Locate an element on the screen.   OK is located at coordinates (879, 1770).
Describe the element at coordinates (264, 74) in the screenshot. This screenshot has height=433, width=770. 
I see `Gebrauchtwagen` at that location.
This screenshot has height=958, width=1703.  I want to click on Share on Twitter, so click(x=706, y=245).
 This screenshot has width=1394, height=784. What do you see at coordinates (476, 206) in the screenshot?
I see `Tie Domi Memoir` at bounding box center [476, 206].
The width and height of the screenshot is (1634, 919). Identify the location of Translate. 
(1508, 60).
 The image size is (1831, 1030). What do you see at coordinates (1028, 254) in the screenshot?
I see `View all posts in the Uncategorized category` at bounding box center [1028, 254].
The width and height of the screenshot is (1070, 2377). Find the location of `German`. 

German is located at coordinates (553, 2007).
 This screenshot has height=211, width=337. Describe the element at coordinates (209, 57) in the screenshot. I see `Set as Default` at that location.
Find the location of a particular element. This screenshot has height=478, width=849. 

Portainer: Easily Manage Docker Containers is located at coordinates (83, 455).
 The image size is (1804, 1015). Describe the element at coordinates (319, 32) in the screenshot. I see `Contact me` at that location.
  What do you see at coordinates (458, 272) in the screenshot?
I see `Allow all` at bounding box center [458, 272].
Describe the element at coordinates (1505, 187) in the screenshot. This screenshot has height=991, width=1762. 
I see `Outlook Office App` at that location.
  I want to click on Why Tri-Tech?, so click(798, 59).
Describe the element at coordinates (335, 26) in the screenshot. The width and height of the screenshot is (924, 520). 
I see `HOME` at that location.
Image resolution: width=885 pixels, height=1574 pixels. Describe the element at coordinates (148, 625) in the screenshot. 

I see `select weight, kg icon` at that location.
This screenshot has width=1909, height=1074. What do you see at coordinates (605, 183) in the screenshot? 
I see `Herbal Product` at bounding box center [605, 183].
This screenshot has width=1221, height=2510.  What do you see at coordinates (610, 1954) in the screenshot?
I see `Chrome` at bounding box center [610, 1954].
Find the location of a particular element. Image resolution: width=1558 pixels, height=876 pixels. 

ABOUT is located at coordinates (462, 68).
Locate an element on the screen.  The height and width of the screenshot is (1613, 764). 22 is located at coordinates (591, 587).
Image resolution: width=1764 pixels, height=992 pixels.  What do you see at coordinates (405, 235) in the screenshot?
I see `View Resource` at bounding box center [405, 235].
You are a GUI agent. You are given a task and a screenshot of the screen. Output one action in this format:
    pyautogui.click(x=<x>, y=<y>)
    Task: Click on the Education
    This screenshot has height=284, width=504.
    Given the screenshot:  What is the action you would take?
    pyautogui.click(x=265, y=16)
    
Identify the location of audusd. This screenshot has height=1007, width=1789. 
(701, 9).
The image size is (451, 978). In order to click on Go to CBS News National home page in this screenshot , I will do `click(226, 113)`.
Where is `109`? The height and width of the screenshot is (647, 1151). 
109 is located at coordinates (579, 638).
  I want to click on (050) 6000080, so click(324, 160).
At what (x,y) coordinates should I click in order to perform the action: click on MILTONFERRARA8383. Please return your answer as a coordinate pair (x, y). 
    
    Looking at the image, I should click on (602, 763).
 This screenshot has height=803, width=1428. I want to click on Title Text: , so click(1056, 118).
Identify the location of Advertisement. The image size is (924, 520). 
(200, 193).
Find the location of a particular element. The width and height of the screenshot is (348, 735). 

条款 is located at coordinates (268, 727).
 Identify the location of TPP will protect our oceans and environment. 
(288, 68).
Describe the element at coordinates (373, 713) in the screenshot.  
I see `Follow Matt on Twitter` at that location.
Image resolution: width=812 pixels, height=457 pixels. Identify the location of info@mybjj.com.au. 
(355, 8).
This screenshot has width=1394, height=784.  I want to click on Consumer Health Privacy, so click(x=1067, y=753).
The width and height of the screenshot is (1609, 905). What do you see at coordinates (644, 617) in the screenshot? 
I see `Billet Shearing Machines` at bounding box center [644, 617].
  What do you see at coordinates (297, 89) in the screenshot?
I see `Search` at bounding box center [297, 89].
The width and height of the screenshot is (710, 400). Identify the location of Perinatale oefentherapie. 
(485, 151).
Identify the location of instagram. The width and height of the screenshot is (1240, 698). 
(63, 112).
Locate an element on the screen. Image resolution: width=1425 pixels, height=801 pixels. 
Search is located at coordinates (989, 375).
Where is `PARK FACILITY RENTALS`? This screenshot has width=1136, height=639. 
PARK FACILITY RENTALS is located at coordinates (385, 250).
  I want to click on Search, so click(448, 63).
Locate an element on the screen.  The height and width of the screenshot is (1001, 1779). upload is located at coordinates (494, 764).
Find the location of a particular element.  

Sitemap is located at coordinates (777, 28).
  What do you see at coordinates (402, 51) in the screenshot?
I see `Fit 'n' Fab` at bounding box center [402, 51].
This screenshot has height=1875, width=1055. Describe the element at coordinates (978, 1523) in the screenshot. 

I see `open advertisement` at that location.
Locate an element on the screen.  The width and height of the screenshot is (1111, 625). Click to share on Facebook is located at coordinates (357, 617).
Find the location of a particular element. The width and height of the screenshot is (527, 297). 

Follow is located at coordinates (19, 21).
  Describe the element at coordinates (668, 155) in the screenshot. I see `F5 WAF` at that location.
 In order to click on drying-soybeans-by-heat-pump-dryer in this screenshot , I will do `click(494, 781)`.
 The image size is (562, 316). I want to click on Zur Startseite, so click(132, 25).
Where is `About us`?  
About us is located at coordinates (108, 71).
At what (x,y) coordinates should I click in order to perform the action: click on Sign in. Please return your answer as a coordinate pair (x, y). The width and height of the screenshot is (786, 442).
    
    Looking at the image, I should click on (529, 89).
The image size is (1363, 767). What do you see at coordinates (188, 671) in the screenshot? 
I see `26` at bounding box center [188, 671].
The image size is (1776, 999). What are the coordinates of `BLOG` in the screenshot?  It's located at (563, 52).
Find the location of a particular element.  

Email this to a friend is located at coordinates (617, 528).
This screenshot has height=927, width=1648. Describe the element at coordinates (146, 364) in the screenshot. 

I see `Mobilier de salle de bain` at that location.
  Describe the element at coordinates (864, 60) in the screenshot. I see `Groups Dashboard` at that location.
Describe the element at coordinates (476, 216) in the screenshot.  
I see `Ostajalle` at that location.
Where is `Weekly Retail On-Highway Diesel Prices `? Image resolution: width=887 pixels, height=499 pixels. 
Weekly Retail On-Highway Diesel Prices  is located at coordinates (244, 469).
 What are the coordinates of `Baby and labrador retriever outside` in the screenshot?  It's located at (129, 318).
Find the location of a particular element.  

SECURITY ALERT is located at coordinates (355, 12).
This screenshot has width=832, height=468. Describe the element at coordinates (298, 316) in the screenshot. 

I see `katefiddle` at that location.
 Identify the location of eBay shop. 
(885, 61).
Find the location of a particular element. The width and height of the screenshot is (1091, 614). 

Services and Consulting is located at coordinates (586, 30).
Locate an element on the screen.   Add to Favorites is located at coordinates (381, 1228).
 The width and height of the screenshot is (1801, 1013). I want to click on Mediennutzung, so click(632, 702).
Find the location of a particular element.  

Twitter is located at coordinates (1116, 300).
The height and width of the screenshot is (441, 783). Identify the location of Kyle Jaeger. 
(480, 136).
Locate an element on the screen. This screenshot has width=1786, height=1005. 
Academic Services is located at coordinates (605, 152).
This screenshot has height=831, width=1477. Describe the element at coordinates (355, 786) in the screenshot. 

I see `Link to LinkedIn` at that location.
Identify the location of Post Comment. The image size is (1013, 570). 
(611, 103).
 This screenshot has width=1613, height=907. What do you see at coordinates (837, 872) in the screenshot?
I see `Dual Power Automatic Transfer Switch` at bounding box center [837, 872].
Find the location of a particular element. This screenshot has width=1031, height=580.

## [Task details]
You are asked to copy all of the entries above exactly.

## [Worked solution]
Locate an element on the screen.   OK is located at coordinates (879, 1770).
Describe the element at coordinates (264, 74) in the screenshot. This screenshot has height=433, width=770. 
I see `Gebrauchtwagen` at that location.
This screenshot has height=958, width=1703.  I want to click on Share on Twitter, so click(x=706, y=245).
 This screenshot has width=1394, height=784. What do you see at coordinates (476, 206) in the screenshot?
I see `Tie Domi Memoir` at bounding box center [476, 206].
The width and height of the screenshot is (1634, 919). Identify the location of Translate. 
(1508, 60).
 The image size is (1831, 1030). What do you see at coordinates (1028, 254) in the screenshot?
I see `View all posts in the Uncategorized category` at bounding box center [1028, 254].
The width and height of the screenshot is (1070, 2377). Find the location of `German`. 

German is located at coordinates (553, 2007).
 This screenshot has height=211, width=337. Describe the element at coordinates (209, 57) in the screenshot. I see `Set as Default` at that location.
Find the location of a particular element. This screenshot has height=478, width=849. 

Portainer: Easily Manage Docker Containers is located at coordinates (83, 455).
 The image size is (1804, 1015). Describe the element at coordinates (319, 32) in the screenshot. I see `Contact me` at that location.
  What do you see at coordinates (458, 272) in the screenshot?
I see `Allow all` at bounding box center [458, 272].
Describe the element at coordinates (1505, 187) in the screenshot. This screenshot has height=991, width=1762. 
I see `Outlook Office App` at that location.
  I want to click on Why Tri-Tech?, so click(798, 59).
Describe the element at coordinates (335, 26) in the screenshot. The width and height of the screenshot is (924, 520). 
I see `HOME` at that location.
Image resolution: width=885 pixels, height=1574 pixels. Describe the element at coordinates (148, 625) in the screenshot. 

I see `select weight, kg icon` at that location.
This screenshot has width=1909, height=1074. What do you see at coordinates (605, 183) in the screenshot? 
I see `Herbal Product` at bounding box center [605, 183].
This screenshot has width=1221, height=2510.  What do you see at coordinates (610, 1954) in the screenshot?
I see `Chrome` at bounding box center [610, 1954].
Find the location of a particular element. Image resolution: width=1558 pixels, height=876 pixels. 

ABOUT is located at coordinates (462, 68).
Locate an element on the screen.  The height and width of the screenshot is (1613, 764). 22 is located at coordinates (591, 587).
Image resolution: width=1764 pixels, height=992 pixels.  What do you see at coordinates (405, 235) in the screenshot?
I see `View Resource` at bounding box center [405, 235].
You are a GUI agent. You are given a task and a screenshot of the screen. Output one action in this format:
    pyautogui.click(x=<x>, y=<y>)
    Task: Click on the Education
    This screenshot has height=284, width=504.
    Given the screenshot:  What is the action you would take?
    pyautogui.click(x=265, y=16)
    
Identify the location of audusd. This screenshot has height=1007, width=1789. 
(701, 9).
The image size is (451, 978). In order to click on Go to CBS News National home page in this screenshot , I will do `click(226, 113)`.
Where is `109`? The height and width of the screenshot is (647, 1151). 
109 is located at coordinates (579, 638).
  I want to click on (050) 6000080, so click(324, 160).
At what (x,y) coordinates should I click in order to perform the action: click on MILTONFERRARA8383. Please return your answer as a coordinate pair (x, y). 
    
    Looking at the image, I should click on (602, 763).
 This screenshot has height=803, width=1428. I want to click on Title Text: , so click(1056, 118).
Identify the location of Advertisement. The image size is (924, 520). 
(200, 193).
Find the location of a particular element. The width and height of the screenshot is (348, 735). 

条款 is located at coordinates (268, 727).
 Identify the location of TPP will protect our oceans and environment. 
(288, 68).
Describe the element at coordinates (373, 713) in the screenshot.  
I see `Follow Matt on Twitter` at that location.
Image resolution: width=812 pixels, height=457 pixels. Identify the location of info@mybjj.com.au. 
(355, 8).
This screenshot has width=1394, height=784.  I want to click on Consumer Health Privacy, so click(x=1067, y=753).
The width and height of the screenshot is (1609, 905). What do you see at coordinates (644, 617) in the screenshot? 
I see `Billet Shearing Machines` at bounding box center [644, 617].
  What do you see at coordinates (297, 89) in the screenshot?
I see `Search` at bounding box center [297, 89].
The width and height of the screenshot is (710, 400). Identify the location of Perinatale oefentherapie. 
(485, 151).
Identify the location of instagram. The width and height of the screenshot is (1240, 698). 
(63, 112).
Locate an element on the screen. Image resolution: width=1425 pixels, height=801 pixels. 
Search is located at coordinates (989, 375).
Where is `PARK FACILITY RENTALS`? This screenshot has width=1136, height=639. 
PARK FACILITY RENTALS is located at coordinates (385, 250).
  I want to click on Search, so click(448, 63).
Locate an element on the screen.  The height and width of the screenshot is (1001, 1779). upload is located at coordinates (494, 764).
Find the location of a particular element.  

Sitemap is located at coordinates (777, 28).
  What do you see at coordinates (402, 51) in the screenshot?
I see `Fit 'n' Fab` at bounding box center [402, 51].
This screenshot has height=1875, width=1055. Describe the element at coordinates (978, 1523) in the screenshot. 

I see `open advertisement` at that location.
Locate an element on the screen.  The width and height of the screenshot is (1111, 625). Click to share on Facebook is located at coordinates (357, 617).
Find the location of a particular element. The width and height of the screenshot is (527, 297). 

Follow is located at coordinates (19, 21).
  Describe the element at coordinates (668, 155) in the screenshot. I see `F5 WAF` at that location.
 In order to click on drying-soybeans-by-heat-pump-dryer in this screenshot , I will do `click(494, 781)`.
 The image size is (562, 316). I want to click on Zur Startseite, so click(132, 25).
Where is `About us`?  
About us is located at coordinates (108, 71).
At what (x,y) coordinates should I click in order to perform the action: click on Sign in. Please return your answer as a coordinate pair (x, y). The width and height of the screenshot is (786, 442).
    
    Looking at the image, I should click on (529, 89).
The image size is (1363, 767). What do you see at coordinates (188, 671) in the screenshot? 
I see `26` at bounding box center [188, 671].
The image size is (1776, 999). What are the coordinates of `BLOG` in the screenshot?  It's located at (563, 52).
Find the location of a particular element.  

Email this to a friend is located at coordinates (617, 528).
This screenshot has height=927, width=1648. Describe the element at coordinates (146, 364) in the screenshot. 

I see `Mobilier de salle de bain` at that location.
  Describe the element at coordinates (864, 60) in the screenshot. I see `Groups Dashboard` at that location.
Describe the element at coordinates (476, 216) in the screenshot.  
I see `Ostajalle` at that location.
Where is `Weekly Retail On-Highway Diesel Prices `? Image resolution: width=887 pixels, height=499 pixels. 
Weekly Retail On-Highway Diesel Prices  is located at coordinates (244, 469).
 What are the coordinates of `Baby and labrador retriever outside` in the screenshot?  It's located at (129, 318).
Find the location of a particular element.  

SECURITY ALERT is located at coordinates (355, 12).
This screenshot has width=832, height=468. Describe the element at coordinates (298, 316) in the screenshot. 

I see `katefiddle` at that location.
 Identify the location of eBay shop. 
(885, 61).
Find the location of a particular element. The width and height of the screenshot is (1091, 614). 

Services and Consulting is located at coordinates (586, 30).
Locate an element on the screen.   Add to Favorites is located at coordinates (381, 1228).
 The width and height of the screenshot is (1801, 1013). I want to click on Mediennutzung, so click(632, 702).
Find the location of a particular element.  

Twitter is located at coordinates (1116, 300).
The height and width of the screenshot is (441, 783). Identify the location of Kyle Jaeger. 
(480, 136).
Locate an element on the screen. This screenshot has width=1786, height=1005. 
Academic Services is located at coordinates (605, 152).
This screenshot has height=831, width=1477. Describe the element at coordinates (355, 786) in the screenshot. 

I see `Link to LinkedIn` at that location.
Identify the location of Post Comment. The image size is (1013, 570). 
(611, 103).
 This screenshot has width=1613, height=907. What do you see at coordinates (837, 872) in the screenshot?
I see `Dual Power Automatic Transfer Switch` at bounding box center [837, 872].
Find the location of a particular element. This screenshot has width=1031, height=580.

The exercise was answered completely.